Comedian Sarah Silverman: Whose side are you on?

 


(JNS)—Stop the presses! A vulgar American Jewish comedian has praised a Palestinian teenage girl who assaulted an Israeli soldier. Put it on the front page!

The comedian, Sarah Silverman, recently sent out a tweet demanding that Israel release Ahed Tamimi, the Palestinian teenager who staged a video in which she repeatedly slapped a soldier in the Israel Defense Forces. Tamimi tried, but failed, to provoke the soldier to respond in a way that would make useful propaganda.

“Jews have to stand up even when—especially when—the wrongdoing is by Jews/the Israeli government,” Silverman pompously declared. She didn’t bother to explain what it was that was “wrong” about the Israeli authorities arresting someone who assaulted a soldier. In Silverman’s little bubble, everyone “knows” that it’s wrong to arrest a photogenic Palestinian teenager.

I’m never impressed when I hear an actress or entertainer comment on political issues. It’s like me having a say on recent advances in dentistry.

But I’m old-fashioned, I guess. Because in today’s culture, celebrities in the entertainment industry are treated with reverence. Their opinions, on issues that they know nothing about, carry weight. They are sometimes even looked upon as potential political candidates.

Even comedians, whose raison d’être is to not be taken seriously, are now taken seriously. Their entire lives are built around joking about the world, rather than knowing about it—yet too many people seem willing to pretend that they do know something about it.

I don’t particular enjoy Sarah Silverman’s vulgar brand of humor. Variety magazine once characterized her style as “foul-mouthed charm.” I, for one, don’t find a foul mouth charming at all. Nor do I find Silverman’s rape jokes very amusing. And frankly, in today’s #MeToo world, I’m surprised that anybody else does.

I don’t enjoy Nazi jokes very much, either. In 2016, she appeared on Conan O’Brien’s show dressed as Adolf Hitler, as part of a bit in which she said, in effect, that Donald Trump was worse than Hitler.

What I enjoy least of all about Silverman is the way in which uses her Jewish identity as a hammer with which to pound Israel.

Obviously, I’m not disputing a comedian’s right to express her opinions about political events in other countries, although I do find it curious when someone who does not seem to be part of the organized Jewish community suddenly has very specific opinions on Israeli politics.

Just before the 2015 Israeli elections, Silverman sent out a tweet appealing to Israelis to vote for the extreme-left Meretz Party. In 2017, she contributed to a book called “Save Israel, Stop Occupation,” in which she wrote: “Of all people, Jews know the bitterness of being oppressed—and not being in our own country. That’s what makes the occupation all so ironic.”

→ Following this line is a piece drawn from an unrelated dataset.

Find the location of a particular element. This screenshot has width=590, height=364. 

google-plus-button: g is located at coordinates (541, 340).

What’s ironic is that Silverman is complaining about an “occupation” that ended in 1995. I guess she wasn’t paying attention that year, when Israeli Prime Minister Yitzhak Rabin withdrew Israel’s forces from the areas where 98 percent of the Palestinian Arabs live. I guess she never heard of the Palestinian Authority regime that governs them, or the Palestinian police force, Palestinian courts and Palestinian schools they run.

Maybe Silverman thinks that a two-hour Israeli security operation in a terrorist-infested Palestinian town or the presence of Israeli soldiers along their own border constitutes an “occupation.” If so, then she simply doesn’t understand the meaning of the word.

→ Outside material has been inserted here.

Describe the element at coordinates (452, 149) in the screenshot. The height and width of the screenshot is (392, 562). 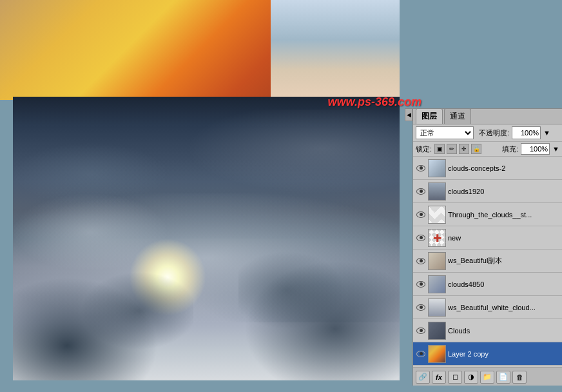
I see `lock-paint-btn: ✏` at that location.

There’s something else very ironic in all this. On June 18 last year, Silverman posted an Instagram photo of her 19-year-old Israeli nephew on the occasion of his birthday. She obviously feels a strong personal connection to him, and that’s sweet. “This baby is now a 19-year-old soldier,” she wrote, with a photo of him as a toddler next to a photo of him in his army uniform. “OY. HAPPY BIRTHDAY, @adar_abramowitz_silverman I LOVE YOU A ZILLION!!”

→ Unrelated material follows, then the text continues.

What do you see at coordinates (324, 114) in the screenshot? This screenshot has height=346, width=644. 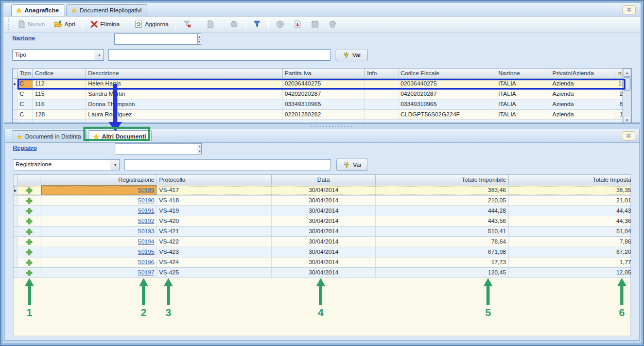 I see `cell-partita-iva: 02201280282` at bounding box center [324, 114].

See the irony? The 17-year-old Palestinian teenager Silverman is now saluting so openly assaulted a young Israeli soldier who is no different than the teenage nephew the comedian loves and is so proud of. Her nephew, Adar, could just as easily have been on the receiving end of Ahed Tamimi’s slaps and taunts.

Sorry, Sarah! You can’t have it both ways. You have to choose: Ahed or Adar? The vicious assaulter or the soldier protecting his country?

Whose side are you on?

Stephen M. Flatow, a vice president of the Religious Zionists of America, is an attorney in New Jersey and the father of Alisa Flatow, who was murdered in an Iranian-sponsored Palestinian terrorist attack in 1995.